I just updated my local repo with the rev. 141 and I saw the shared folder is duplicated on each project. Although it may resolve the previous problem of linking the projects in Visual Studio, now it raises a new bigger one and that's code redundancy.
I'm wondering how are you guys going to have the files synchronized with each other whenever one of the shared .h or .cpp files are going to change.
I think the best resolution to this problem is to change all the #include directives to point to "Shared\C++" or "Shared\ManagedC++" and the same for the .idl references and then change the according project properties to search for the appropriate folders as include directories. I did that before and it worked perfect.
I understand your point of view. In early days we worked exactly like this. We changed the behavior because our users had a lot of problems with it.
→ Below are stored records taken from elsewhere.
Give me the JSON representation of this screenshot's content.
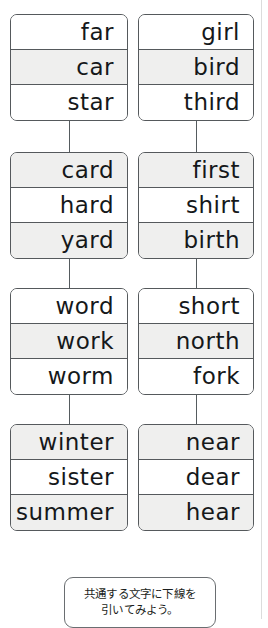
{
  "worksheet": {
    "type": "word-family-sorting-worksheet",
    "columns": 2,
    "rows_per_group": 3,
    "shade_color": "#efefee",
    "border_color": "#55595c",
    "text_color": "#15181a",
    "groups": [
      {
        "name": "group-1",
        "left": {
          "cells": [
            {
              "word": "far",
              "shaded": false
            },
            {
              "word": "car",
              "shaded": true
            },
            {
              "word": "star",
              "shaded": false
            }
          ]
        },
        "right": {
          "cells": [
            {
              "word": "girl",
              "shaded": false
            },
            {
              "word": "bird",
              "shaded": true
            },
            {
              "word": "third",
              "shaded": false
            }
          ]
        }
      },
      {
        "name": "group-2",
        "left": {
          "cells": [
            {
              "word": "card",
              "shaded": true
            },
            {
              "word": "hard",
              "shaded": false
            },
            {
              "word": "yard",
              "shaded": true
            }
          ]
        },
        "right": {
          "cells": [
            {
              "word": "first",
              "shaded": true
            },
            {
              "word": "shirt",
              "shaded": false
            },
            {
              "word": "birth",
              "shaded": true
            }
          ]
        }
      },
      {
        "name": "group-3",
        "left": {
          "cells": [
            {
              "word": "word",
              "shaded": false
            },
            {
              "word": "work",
              "shaded": true
            },
            {
              "word": "worm",
              "shaded": false
            }
          ]
        },
        "right": {
          "cells": [
            {
              "word": "short",
              "shaded": false
            },
            {
              "word": "north",
              "shaded": true
            },
            {
              "word": "fork",
              "shaded": false
            }
          ]
        }
      },
      {
        "name": "group-4",
        "left": {
          "cells": [
            {
              "word": "winter",
              "shaded": true
            },
            {
              "word": "sister",
              "shaded": false
            },
            {
              "word": "summer",
              "shaded": true
            }
          ]
        },
        "right": {
          "cells": [
            {
              "word": "near",
              "shaded": true
            },
            {
              "word": "dear",
              "shaded": false
            },
            {
              "word": "hear",
              "shaded": true
            }
          ]
        }
      }
    ]
  },
  "instruction": {
    "lines": [
      "共通する文字に下線を",
      "引いてみよう。"
    ]
  }
}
This works excellently if all developers have the same directory structures.
We have a lot of developers who are taking only one project and work with it. Usually they are copying this project to just one directory. This is the reason we want all nesessary files are under the selected project.
Earlier we worked with Source Safe and there was no problems to share files between different projects. Because SVN can't
share files, only directories, we moved all shared files to one directory. I'll have to say that this is BIG limitation in SVN.
In our internal SVN we are using shared directory as you suggest, but when we release new version and update code to SourgeForge, we will copy files to those directories.
So there is no worry about code redundancy.
I really appreciate your idea.
We just updated our version publishing system and there was a problem that it did't copy all Shared directories. This is fixed now and everything should work from now on.
Re: Source Redundancy
Hello,
I understand your point of view. In early days we worked exactly like this. We changed the behavior because our users had a lot of problems with it. This works excellently if all developers have the same directory structures.
We have a lot of developers who are taking only one project and work with it. Usually they are copying this project to just one directory. This is the reason we want all nesessary files are under the selected project.
Earlier we worked with Source Safe and there was no problems to share files between different projects. Because SVN can't
share files, only directories, we moved all shared files to one directory. I'll have to say that this is BIG limitation in SVN.
In our internal SVN we are using shared directory as you suggest, but when we release new version and update code to SourgeForge, we will copy files to those directories.
So there is no worry about code redundancy.
I really appreciate your idea.
We just updated our version publishing system and there was a problem that it did't copy all Shared directories. This is fixed now and everything should work from now on.